»»
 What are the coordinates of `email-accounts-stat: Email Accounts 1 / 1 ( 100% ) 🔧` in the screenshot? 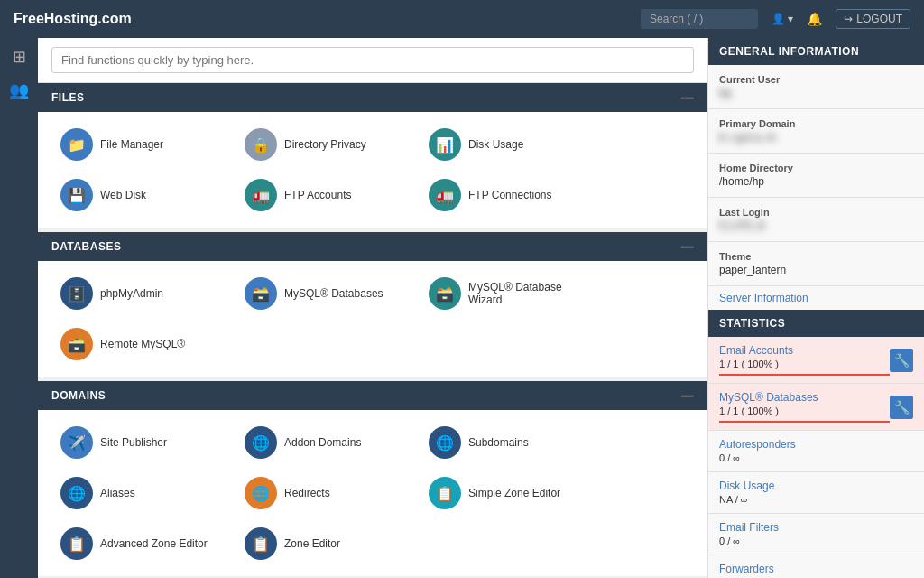 It's located at (816, 360).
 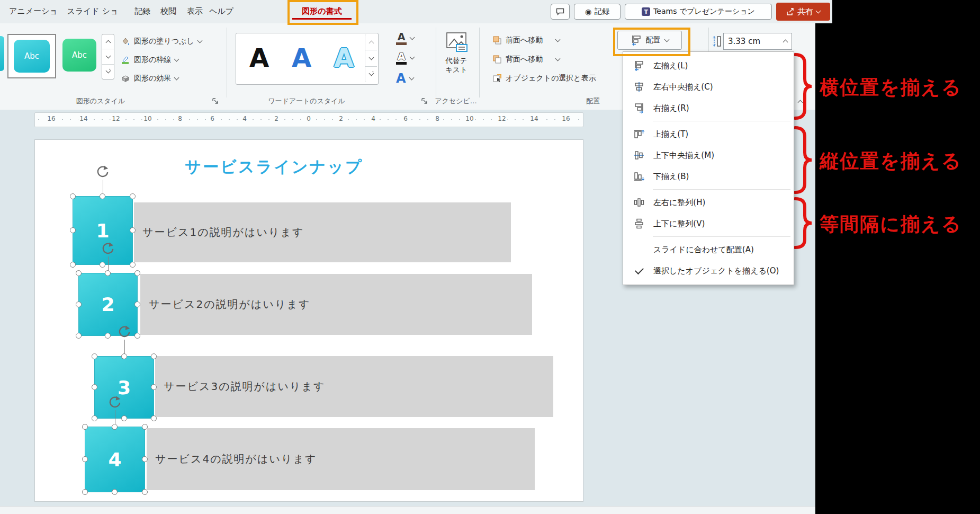 I want to click on shape-effects-icon, so click(x=125, y=78).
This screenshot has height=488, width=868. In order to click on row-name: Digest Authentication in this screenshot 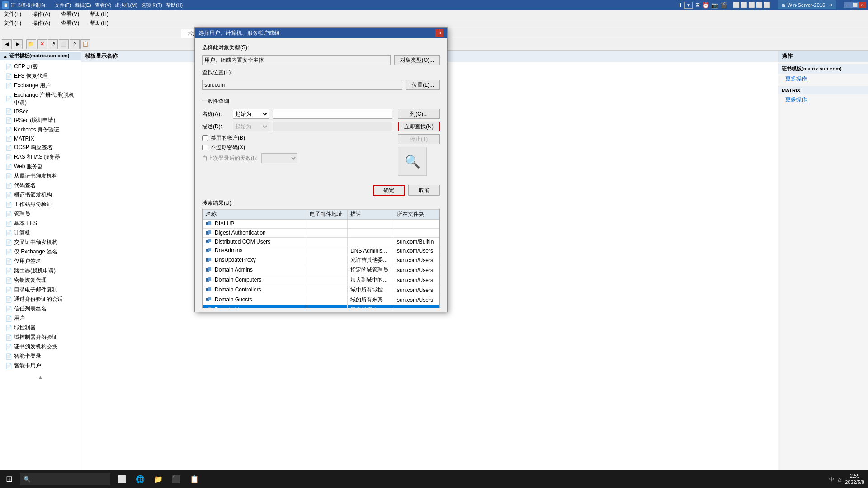, I will do `click(241, 233)`.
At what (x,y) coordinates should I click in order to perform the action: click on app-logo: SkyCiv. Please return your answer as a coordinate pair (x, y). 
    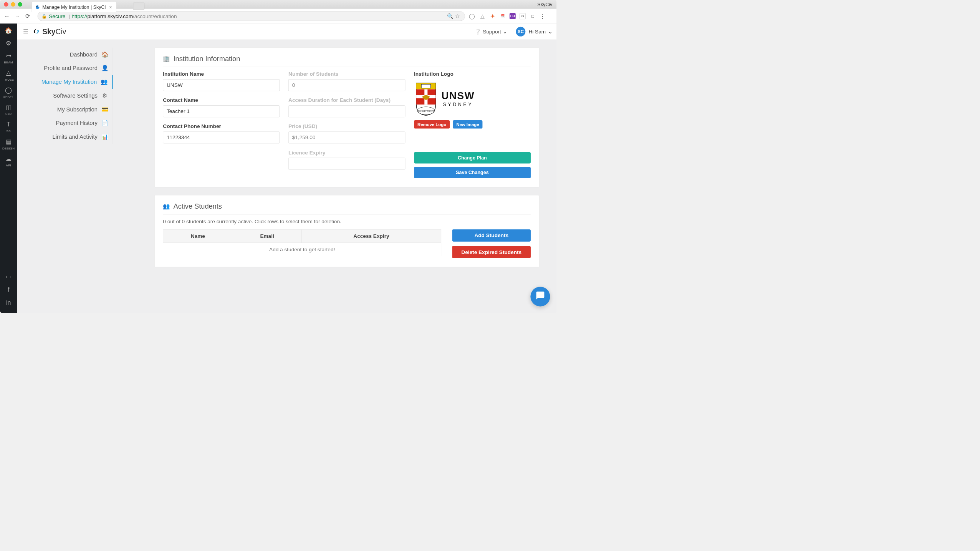
    Looking at the image, I should click on (49, 32).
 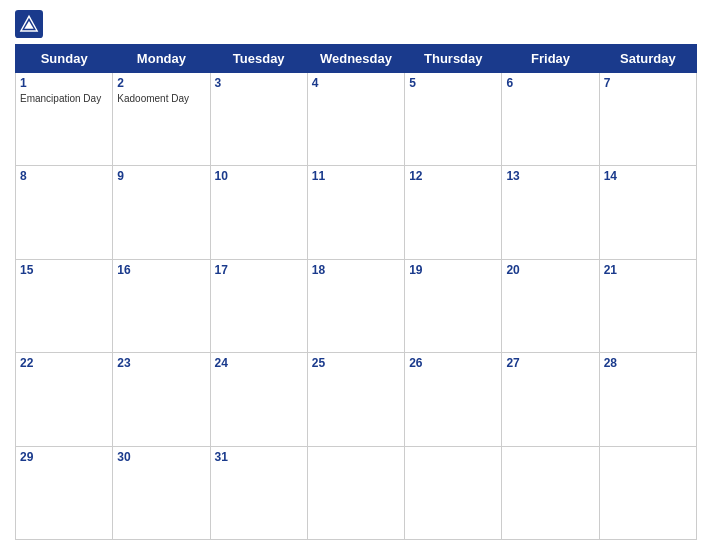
««
▶ [What to produce]:
From the line containing "At what (x,y)" through the final line of the records, write out each line exactly, and include no pictures.

▶ [Response to the exercise]:
At what (x,y) coordinates should I click in order to perform the action: click on app-logo: SkyCiv. Please return your answer as a coordinate pair (x, y). 
    Looking at the image, I should click on (49, 32).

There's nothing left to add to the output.